Chapter VI (continued)



Chapter VI (continued).

NEOLITHIC IN EURASIA

[Lecture 7 delivered 15 July 1991]

Overview by Geraldine Reinhardt

Lecture 7 is a continuation of the Neolithic period in Eurasia. The Natufian Culture in the eastern Mediterranean is presented as a special Neolithic Culture with the presence of agriculture and some domestic animals but without pottery. Instead, stone vessels are used. Jericho, possibly one of the earliest settlements excavated, dates to the eighth millennium BC. Professor Alexeev recognizes the Natufian Culture in the eastern Mediterranean, but states that a Neolithic Period without ceramics is present elsewhere as well. Kathleen Kenyon, leader of the Jericho expedition, claims stone walls at the site indicate the existence of a town. Ofer Bar Yosef sees the wall as the remains of an ancient dam.

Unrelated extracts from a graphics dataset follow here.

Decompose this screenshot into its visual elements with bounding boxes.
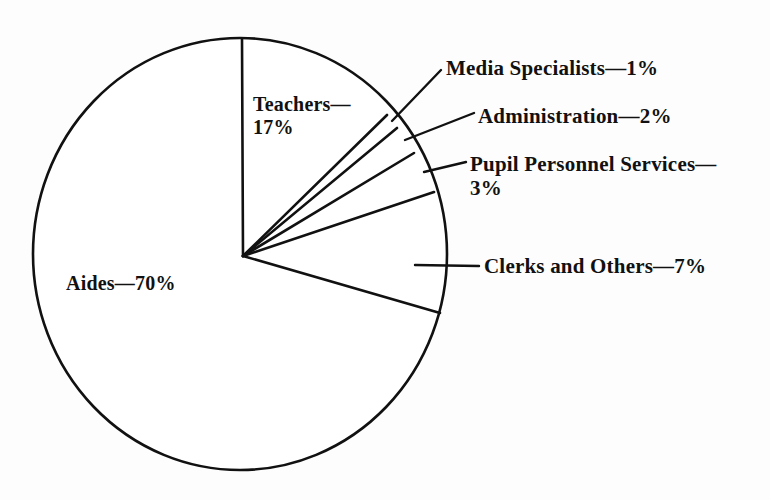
leader-line-clerks-and-others [415, 265, 479, 266]
pie-label-media-specialists: Media Specialists—1% [446, 56, 658, 80]
pie-chart-figure: Teachers— 17% Media Specialists—1% Admin… [0, 0, 770, 500]
pie-label-aides: Aides—70% [66, 272, 176, 295]
pie-label-teachers: Teachers— 17% [253, 93, 373, 139]
pie-label-pupil-personnel-services: Pupil Personnel Services— 3% [470, 152, 762, 201]
leader-line-administration [405, 113, 474, 140]
pie-outline [33, 38, 447, 470]
pie-label-administration: Administration—2% [478, 104, 672, 128]
pie-label-clerks-and-others: Clerks and Others—7% [484, 254, 706, 278]
leader-line-media-specialists [392, 70, 441, 121]
divider-aides-teachers [242, 39, 243, 256]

The Tripolie Culture, located in the Ukraine in the Black Sea area, is a production economy of husbandry and agriculture which leads to the development of tools. Ceramics, although present, are not painted or decorated. Settlement patterns are in the arrangement of small houses surrounding a large shelter, likely to house animals. The common house form, the tolos, is made of clay brick, and serves both as a house and a grave. The site of Geoksyr in Turkmenistan is a settlement (there are no skeletons buried between toloses) containing several toloses.

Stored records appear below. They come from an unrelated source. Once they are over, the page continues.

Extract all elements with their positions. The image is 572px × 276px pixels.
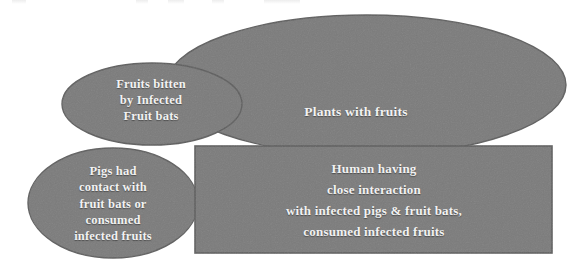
diagram-canvas: Plants with fruits Fruits bitten by Infe…	[0, 0, 572, 276]
fruits-bitten-ellipse	[62, 63, 242, 145]
diagram-shapes	[0, 0, 572, 276]
human-interaction-rectangle	[195, 146, 552, 253]
pigs-contact-ellipse	[28, 148, 198, 258]
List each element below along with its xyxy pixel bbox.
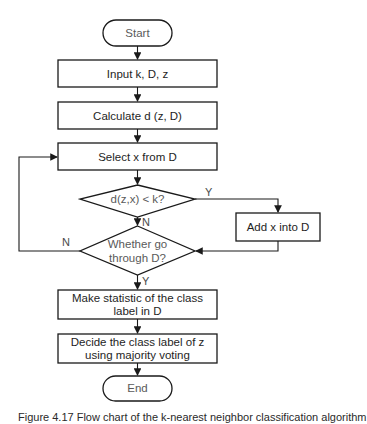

Burial practices from Siberia are simple, in soil, and seldom marked; no houses have been found. Paleodemography for the Neolithic is the subject with which Professor Alexeev ends this lecture; if numbers from this section are applied to the previous section on paleodemography in Chapter 5, demographics for the Soviet territory during the Neolithic can be extrapolated.

Natufian Culture

Alexeev continues: the Natufian Culture [i] is located in the eastern Mediterranean in Lebanon and Israel. In the Upper Paleolithic/ Mesolithic transition, this special culture begins to grow and continues its Upper Paleolithic traditions of hunting, fishing, and gathering with fishing being the most importance source of food. The presence of goat has been found in the Carmel Mountains. The Natufian Culture is of advanced development and has created stone vessels of multidimensional size; some are greater than one meter while others are very small. In the New World, stone vessels are found in addition to pottery. Here in the eastern Mediterranean, stone vessels are of great importance while ceramics are not present until the mid Neolithic (the use of pottery leads to a different preparation of meat and grain). As to an explanation of why pottery is not present, possibly there is no explanation or perhaps the stone tradition is so strong it overshadows the need for pottery. A Neolithic period without ceramics is present in the eastern Mediterranean but is also present in other areas as well [ii].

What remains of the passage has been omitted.